Be on the Day One List: Win Before Buyers Decide
-1.png?2026-04-24T10:00:25.490Z)
McKinsey calls it the initial consideration set.
Ehrenberg-Bass describes it rather catchily as the set of memory-generated options.
We call it the day one list.
What we’re talking about is being on that initial list when a buyer is thinking about buying something.
It’s universal, whether it is a business to business (B2B) decision or business to consumer (B2C) decision.
So, whether you’re selling tickets to a show, want someone to simply come and visit you free exhibition, selling clothes or a multi-million pound technology subscription, if you’re not in the initial list to be considered, what are your chances?
Not great.
For B2B, looking at Forrester’s latest research:
68% of B2B buyers already have a front-runner vendor in mind at the very start of the purchase process.
AND that front-runner wins 80% of the time.
You need to be on the day one list.
For B2C, McKinsey found that brands in the initial consideration set can be up to three times more likely to be purchased than brands that are not on it.
You need to be on the day one list.
So how do you get on the day one list?
Let’s be blatant. Advertising. The kind of advertising a lot of marketers shy away from, because it’s hard to measure, doesn’t deliver instant gratification and may provoke disapproving comments from the CFO.
Being seen, delivering value through advertising without expecting an immediate conversion. Answering the needs of your target audience, so when the need arises you are on the list.
Being seen on socials, people talking positively about your brand (both B2B and B2C). User generated content, influencers consistently saying good things and demoing your brand. Showing up in social search and social recommendations.
Being on TV, making a splash on a channel that now has phenomenal targeting capabilities and is surprisingly cost effective.
Being seen on the LLMs. Chatty G, Gemini and Claude surfacing all of the great social content, the valuable and useful brand thought leadership pieces and all of the amazing digital PR work you are doing.
Because it’s all of this hard work, the long-term hard work, the harder to measure long term hard work, that will make the real difference.
When all of your competitors are desperate for short term gains, gains that are reliant on always spending money, why not zag to their zig and think of long term, compound interest?
Because even making it to the list, doesn’t get you over the line.
Something we talk a lot about at Altair is that most of the advertising we do, whether B2B or B2C is to get people to do something they don’t have to do.
They may want to do it, but apathy, time, busyness and effort can all get in the way.
Someone may need to bring in a new tech platform to drive efficiency, but they’re going to need to get budget and get another 7 people involved in the decision and then go through onboarding and transition. It’s hard.
Someone may really like to see that new exhibition, but they need to find the time. Maybe they should get dinner somewhere first, but which restaurant and how much time to leave in between, “but aren’t we supposed to be going the Smith’s house that Saturday, has that been confirmed?” Then life gets in the way.
But being on the list from day 1 means you are vastly more likely to overcome these challenges.
Because 68% of B2B buyers already have a front-runner vendor in mind at the very start of the purchase process.
AND that front-runner wins 80% of the time.
And because brands in the initial consideration set can be up to three times more likely to be purchased than brands that are not on it.
You need to be on the day one list.

ITV’s Live Addressable+ brings data-driven targeting to live TV. Learn how addressable linear transforms planning, reach and efficiency for marketers.

Unilever’s influencer-first strategy signals a major shift in media investment. What brand marketers should expect this year and next.

How niche creators shape long-term behaviour by building habits inside communities, not just driving short-term attention.

Display media isn’t broken, it’s mismeasured. Why we should treat display like digital out-of-home, not a last-click performance channel.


Word for word, restate the lines of the data from the first through the one containing "This screenshot has", and nothing else.
==== Material provided ====
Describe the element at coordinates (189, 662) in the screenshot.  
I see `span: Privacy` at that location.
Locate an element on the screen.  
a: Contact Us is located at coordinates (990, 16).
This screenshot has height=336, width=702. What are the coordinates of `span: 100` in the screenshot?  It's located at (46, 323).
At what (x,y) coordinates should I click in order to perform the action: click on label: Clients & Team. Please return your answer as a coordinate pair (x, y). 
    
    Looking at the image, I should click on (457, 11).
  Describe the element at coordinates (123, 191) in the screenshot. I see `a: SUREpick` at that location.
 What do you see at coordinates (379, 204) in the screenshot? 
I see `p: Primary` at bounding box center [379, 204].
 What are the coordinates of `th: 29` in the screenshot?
====
» Problem solution:
Describe the element at coordinates (189, 662) in the screenshot.  
I see `span: Privacy` at that location.
Locate an element on the screen.  
a: Contact Us is located at coordinates (990, 16).
This screenshot has height=336, width=702. What are the coordinates of `span: 100` in the screenshot?  It's located at (46, 323).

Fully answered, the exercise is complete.